Semi-Automated Offside Technology (SAOT) is the latest development. FIFA first deployed SAOT at the 2022 World Cup in Qatar. The system uses up to 30 cameras installed around the stadium, each capturing footage at 100 frames per second. These cameras track up to 10,000 surface data points per player, creating a real-time skeletal mesh of every person on the pitch.

When a potential offside situation arises, SAOT automatically identifies the kick point (the moment the ball is played), draws the offside line on the second-last defender, and highlights the relevant body part of the attacker. The VAR then reviews the automated output and confirms or overrides the decision.

The Premier League introduced SAOT on 12 April 2025, during Matchweek 32 of the 2024/25 season. It saved an average of 27 seconds per offside review in its first weeks of operation. The technology has been in full use across the 2025/26 season. The FA Cup began using SAOT in the fifth round in February 2025, and the Bundesliga, Serie A, and La Liga have all adopted versions of the system.
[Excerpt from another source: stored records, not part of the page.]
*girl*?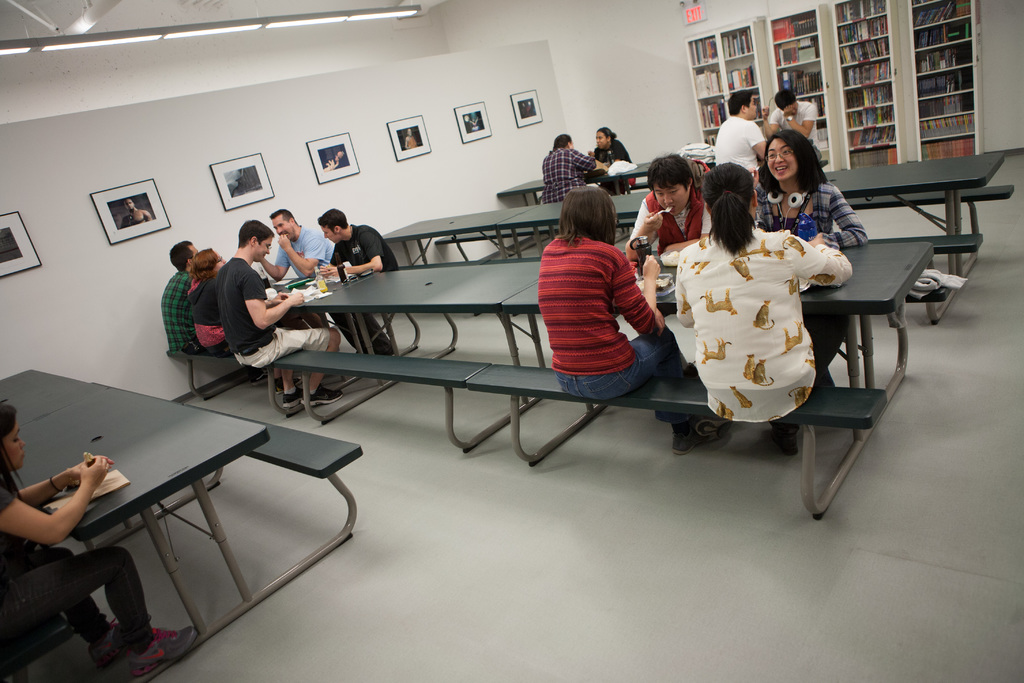
<box>0,400,199,682</box>
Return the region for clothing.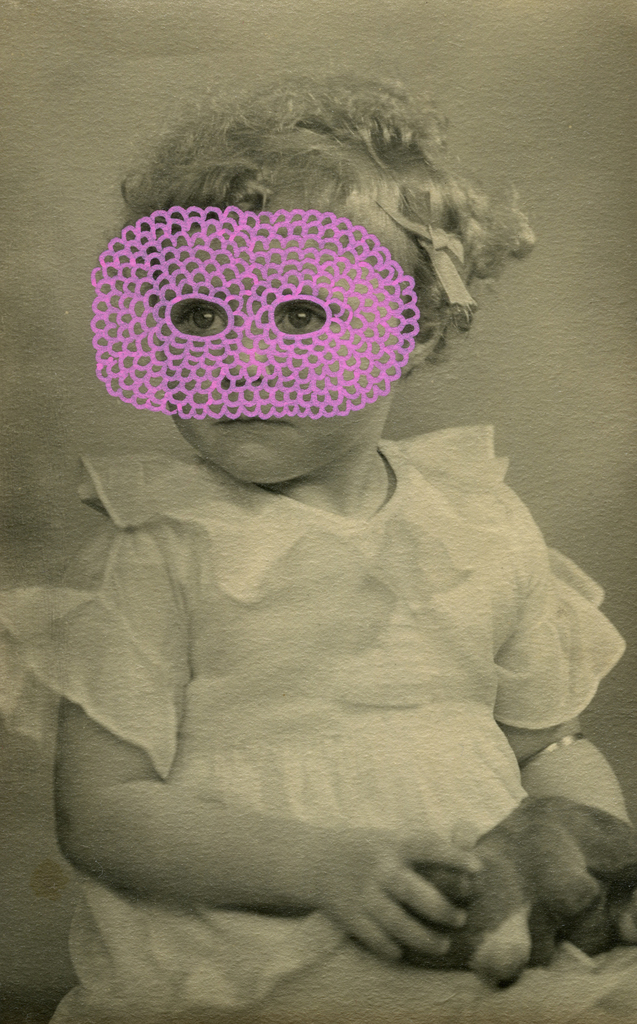
region(0, 440, 636, 1011).
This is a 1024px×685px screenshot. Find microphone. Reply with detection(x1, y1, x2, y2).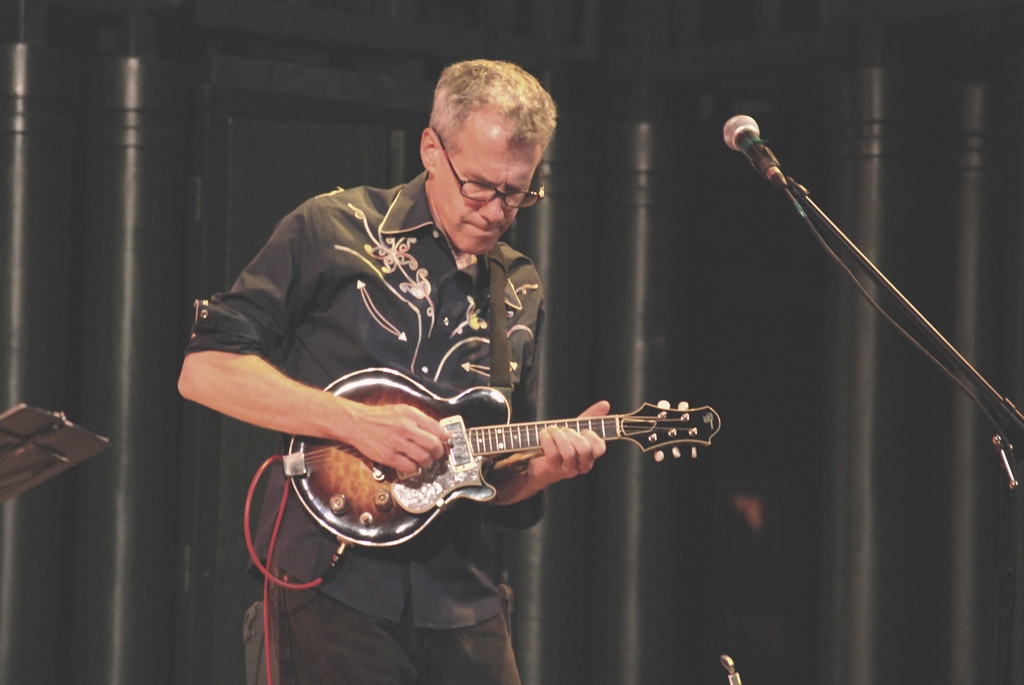
detection(719, 111, 787, 187).
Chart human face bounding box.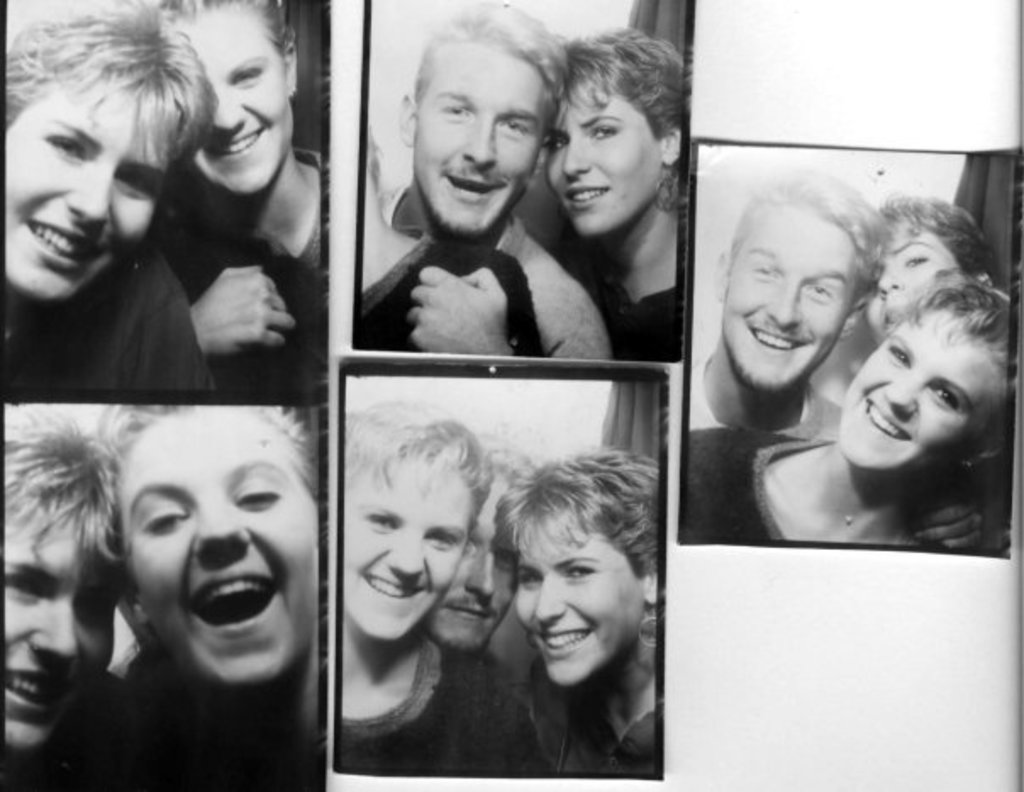
Charted: (190, 10, 293, 200).
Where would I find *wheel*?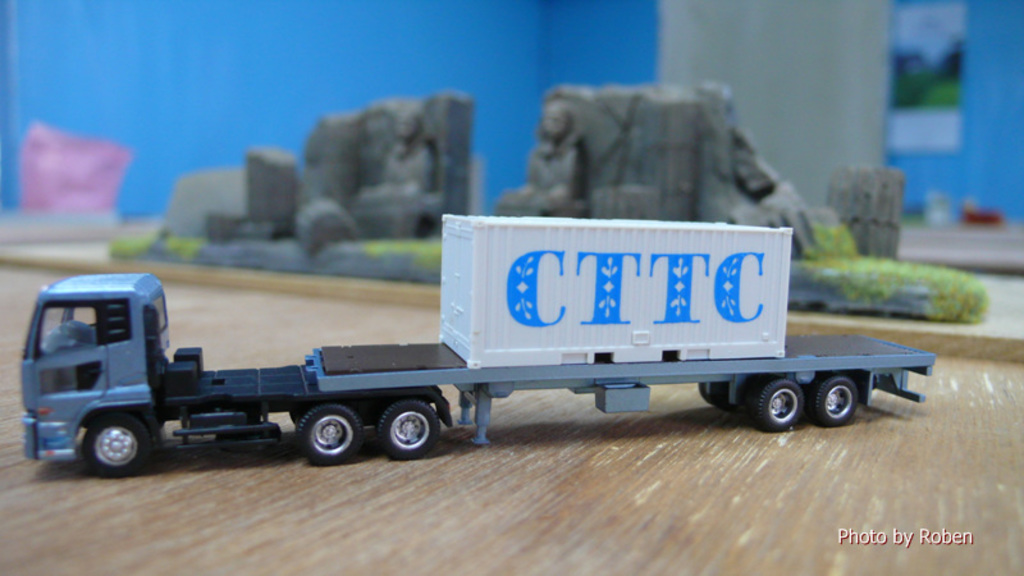
At 86, 420, 152, 476.
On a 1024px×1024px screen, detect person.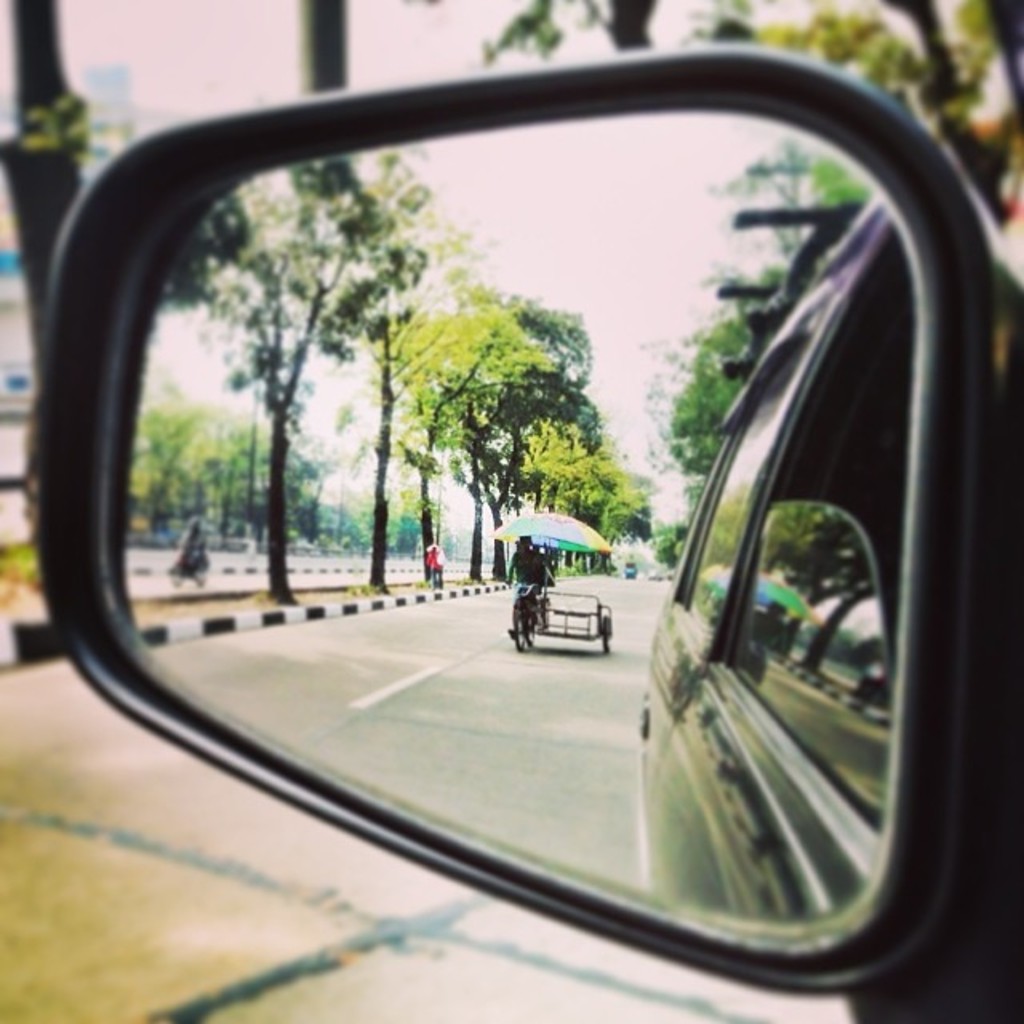
{"x1": 502, "y1": 536, "x2": 549, "y2": 643}.
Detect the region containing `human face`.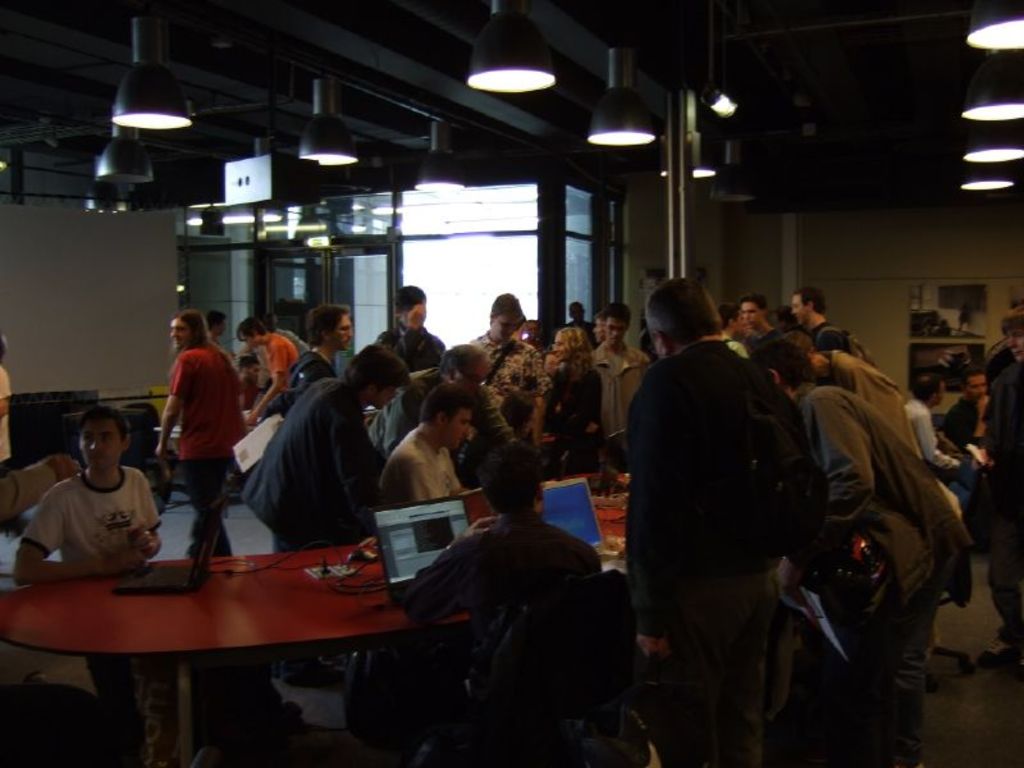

SAOT is called “semi-automated” because human judgment is still required. The technology cannot determine whether a player is actively involved in play. It cannot assess intent or identify which player touched the ball. The VAR retains final authority over every decision.

The Penalty for Offside

When an offside offense is called, the restart is an indirect free kick to the defending team. The free kick is taken from the position where the offside player was standing when the ball was played by their teammate, not from where the player received the ball.

An indirect free kick means a goal cannot be scored directly from the kick. Another player must touch the ball before a goal can count.

Common Misconceptions

A player cannot be offside in their own half. If an attacker is standing in their own half when the ball is played, they are onside regardless of where the defenders are positioned.

A player cannot be offside from a throw-in, goal kick, or corner kick. These are the three explicit exceptions written into Law 11.

The arms do not count. A player whose arm extends beyond the defensive line is not offside. Only parts of the body that can legally play the ball (head, torso, legs, feet) are assessed.

Being offside is not the same as being called offside. Players drift into offside positions constantly during open play. The offense only occurs when they become actively involved in the play from that position.

Offside is judged at the moment the ball is played by the teammate, not when the ball arrives. A player can be onside when the pass is made and then run into an offside position before receiving the ball. That is legal. Conversely, a player can be offside when the pass is made and then run back onside before receiving it. That is still offside, because the position at the moment of the pass is what matters.

Sources

Law 11, Offside (IFAB Laws of the Game)

Semi-automated offside technology: What you need to know (Premier League)

Semi-automated offside technology introduced in Matchweek 32 (Premier League)

How does semi-automated offside technology work in football? (The FA)

WRITTEN BY

Jarrod

Jarrod Partridge is the Founder of Futbol Chronicle and an accredited journalist with over 30 years of experience following international football. A member of the AIPS International Sports Press Association, Jarrod has covered matches at stadiums around the world, bringing first-hand insight to every match report, player profile, and tactical analysis he writes.